Tim is a man who remembers the experience of Vietnam, but he also puts the war behind him. Upon returning home from war, Tim’s first action was to take his uniform off. He was now turning away from something he was once so eager to experience, war. Before the war, Tim had left with innocence, and upon returning home, his innocence was gone. His innocence was taken as he swept through the skies of Vietnam. This is the most important story to share with any person who wants to hear a war story. Regardless of what happens in war, the effect of war always takes away a piece of one’s innocence. Soldiers left their innocence on the battlefields in exchange for the guilt they carried home with them. Through my secondary experience of war, this fact is what I find to be the most important lesson learned from any war story.

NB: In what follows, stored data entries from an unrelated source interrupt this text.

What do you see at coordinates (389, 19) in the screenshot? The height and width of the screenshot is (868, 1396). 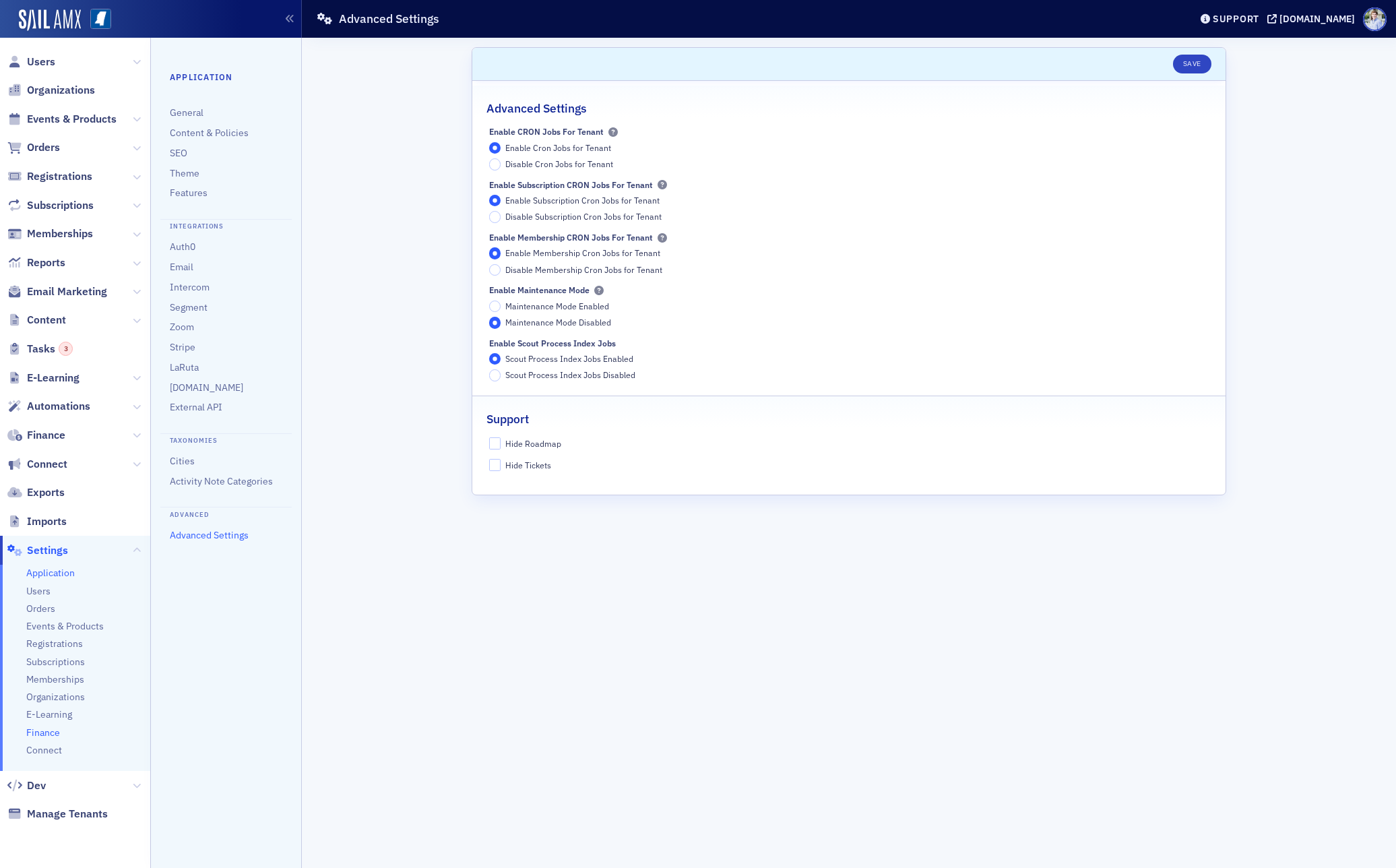 I see `h1: Advanced Settings` at bounding box center [389, 19].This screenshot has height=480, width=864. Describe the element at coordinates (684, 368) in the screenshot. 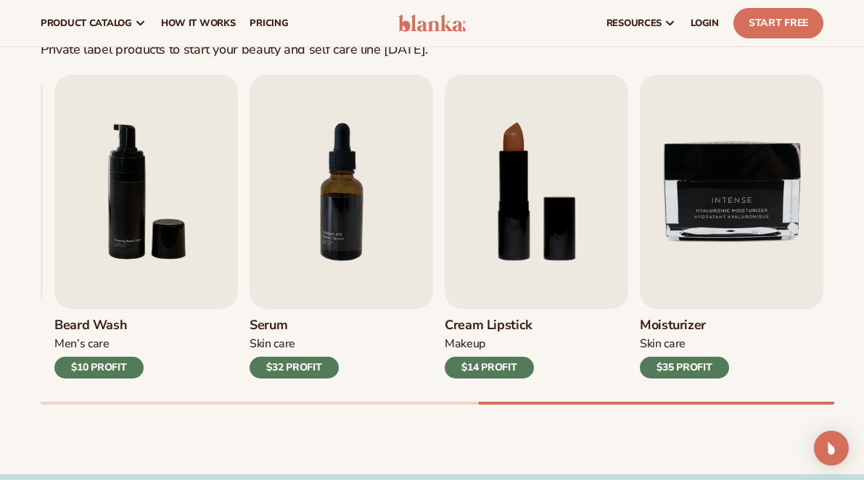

Through Tim’s story, I learned that the tragedy and horror that one experiences in war is something that stays within that person and is never truly revealed. For this reason, upon leaving the interview I had a greater understanding of the Vietnam War, but yet at the same time I felt an even greater distance. I believe this feeling came from the realization that no matter how much I researched or tried to understand the Vietnam War, I would never truly understand it. Tim explained that men can write and speak about this tragedy, but “unless you have felt the tragedy you will never fully experience it until you put your life on the line and actually taste death and smell it.” It is important to realize that no matter how many people you speak with or how many books you read, you will never feel the true atrocity of war until you have been there. Possibly, if people realize this, they will not be attracted to something so vain and evil.